Unsuitable items damaging incinerator – see what people have been dumping

Items such as irons, lobster pots and fire grates are ending up in the energy-from-waste plant and causing significant damage to its conveyor belt system.

  • The plant cost £110m to build, making it Jersey’s largest ever capital expenditure.
  • It is able to burn 110,000 tons a year.
  • There are 5,173 plants on the bank screening the building from Havre des Pas and St Clement in the east.
  • Waste that was burned in the past is now heated at 850 degrees for a minimum of two seconds
  • The fire water tank outside the main building contains 1,000,050 litres of water and takes eight hours to fill.
  • In 2011 it was reported that Jersey had a 30% recycling rate, which it hopes to increase to 36% by 2018.
  • The incinerator produces around 7% of Jersey’s electricity usage and more than double the renewable power generated from waste in the Island.

As a result, TTS are paying up to £25,000 a year in repairs – double what they expected to spend when the incinerator was built in 2011.

The conveying equipment at the site should last two years before needing repair work, but it is currently being replaced every year.

Ian Williams, the incinerator’s plant manager, said: ‘By putting these items in the bin, people don’t have to drive to Bellozanne and recycle the larger things.

‘But there is a cost to that, and we end up paying for it in other ways.

‘We are all taxpayers at the end of the day.’

Refuse collectors were reminded by TTS in November to leave non-burnable waste at people’s homes after bulky rubbish damaged the incinerator.

Mr Williams said bulky items like shovels, lobster pots, patio furniture, barbecues and even gas cylinders that had been taken to the site were causing damage to the rubber conveyor belt and other elements during the process of incineration.

It has also been reported that flares have exploded while inside and burnt through the rubber conveyor belt, causing it to melt.

‘There are many TTS sites where people can go to recycle,’ Mr Williams said. ‘We now get a lot of oversized metallic objects which should not go in with household and domestic waste. We have a magnet that will remove any left-over metal from the incinerator, but it can only cope with metal of a certain size.’

In 2013 it was reported that spot checks were to be introduced at La Collette after equipment at the incinerator was damaged by unsuitable rubbish including bikes, barbecues, pianos and patio furniture.

  • The incinerator, or energy-from-waste plant, cost £110 million and has been receiving all of the Island’s rubbish since 27 December 2012

  • In September 2013 it was described by the head of the Transport and Technical Services department, John Rogers as ‘the biggest environmental improvement the Island will see in a generation’.
  • At the time, it was reported that the incinerator was producing between 100 and 1,000 times less pollution than the old Bellozanne plant that it replaced.
  • Mr Rogers was reported then as saying: ‘The old plant was the dirtiest in Europe and it should have been closed down in 1996. This plant meets and exceeds the latest European standards, which are between 100 and 1,000 times more stringent than what the old plant was doing, depending on what you measure. That means that every year of operation of the old plant is equivalent to 100 years of this one in respect of some of the discharges.’
  • In 2013 it was shortlisted for a regional architecture award, the Royal Institute of British Architects South East Award.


#### Work request:
Below are records; transcribe only the line with "Parse this screenshot: output" and those after it, through the last line, without any change.

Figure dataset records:
"""

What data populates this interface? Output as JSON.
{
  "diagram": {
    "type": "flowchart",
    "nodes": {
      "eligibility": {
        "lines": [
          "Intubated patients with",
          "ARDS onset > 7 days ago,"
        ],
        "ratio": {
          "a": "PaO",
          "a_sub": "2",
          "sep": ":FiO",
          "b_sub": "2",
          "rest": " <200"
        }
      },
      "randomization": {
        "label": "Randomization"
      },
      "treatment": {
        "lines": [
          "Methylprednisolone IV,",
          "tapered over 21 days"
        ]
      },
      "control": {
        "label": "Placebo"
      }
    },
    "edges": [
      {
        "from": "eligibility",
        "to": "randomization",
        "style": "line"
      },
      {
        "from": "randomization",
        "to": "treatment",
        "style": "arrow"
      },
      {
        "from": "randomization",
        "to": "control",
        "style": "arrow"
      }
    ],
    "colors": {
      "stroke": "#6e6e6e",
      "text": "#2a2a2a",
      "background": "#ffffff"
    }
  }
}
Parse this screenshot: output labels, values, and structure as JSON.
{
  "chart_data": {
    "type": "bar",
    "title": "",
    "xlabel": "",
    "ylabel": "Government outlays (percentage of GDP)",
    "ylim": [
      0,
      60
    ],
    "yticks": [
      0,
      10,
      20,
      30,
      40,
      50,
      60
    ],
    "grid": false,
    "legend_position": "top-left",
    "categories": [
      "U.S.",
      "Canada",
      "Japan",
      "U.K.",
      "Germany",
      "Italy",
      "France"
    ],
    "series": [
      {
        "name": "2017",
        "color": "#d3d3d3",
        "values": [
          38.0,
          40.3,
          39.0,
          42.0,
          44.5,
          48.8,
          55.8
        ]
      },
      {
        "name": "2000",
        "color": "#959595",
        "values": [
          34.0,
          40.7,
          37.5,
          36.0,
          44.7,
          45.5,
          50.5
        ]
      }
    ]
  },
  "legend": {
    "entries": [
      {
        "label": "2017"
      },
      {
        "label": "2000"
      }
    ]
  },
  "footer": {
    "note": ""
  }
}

"""

#### Exercise solution:
Parse this screenshot: output labels, values, and structure as JSON.
{
  "chart_data": {
    "type": "bar",
    "title": "",
    "xlabel": "",
    "ylabel": "Government outlays (percentage of GDP)",
    "ylim": [
      0,
      60
    ],
    "yticks": [
      0,
      10,
      20,
      30,
      40,
      50,
      60
    ],
    "grid": false,
    "legend_position": "top-left",
    "categories": [
      "U.S.",
      "Canada",
      "Japan",
      "U.K.",
      "Germany",
      "Italy",
      "France"
    ],
    "series": [
      {
        "name": "2017",
        "color": "#d3d3d3",
        "values": [
          38.0,
          40.3,
          39.0,
          42.0,
          44.5,
          48.8,
          55.8
        ]
      },
      {
        "name": "2000",
        "color": "#959595",
        "values": [
          34.0,
          40.7,
          37.5,
          36.0,
          44.7,
          45.5,
          50.5
        ]
      }
    ]
  },
  "legend": {
    "entries": [
      {
        "label": "2017"
      },
      {
        "label": "2000"
      }
    ]
  },
  "footer": {
    "note": ""
  }
}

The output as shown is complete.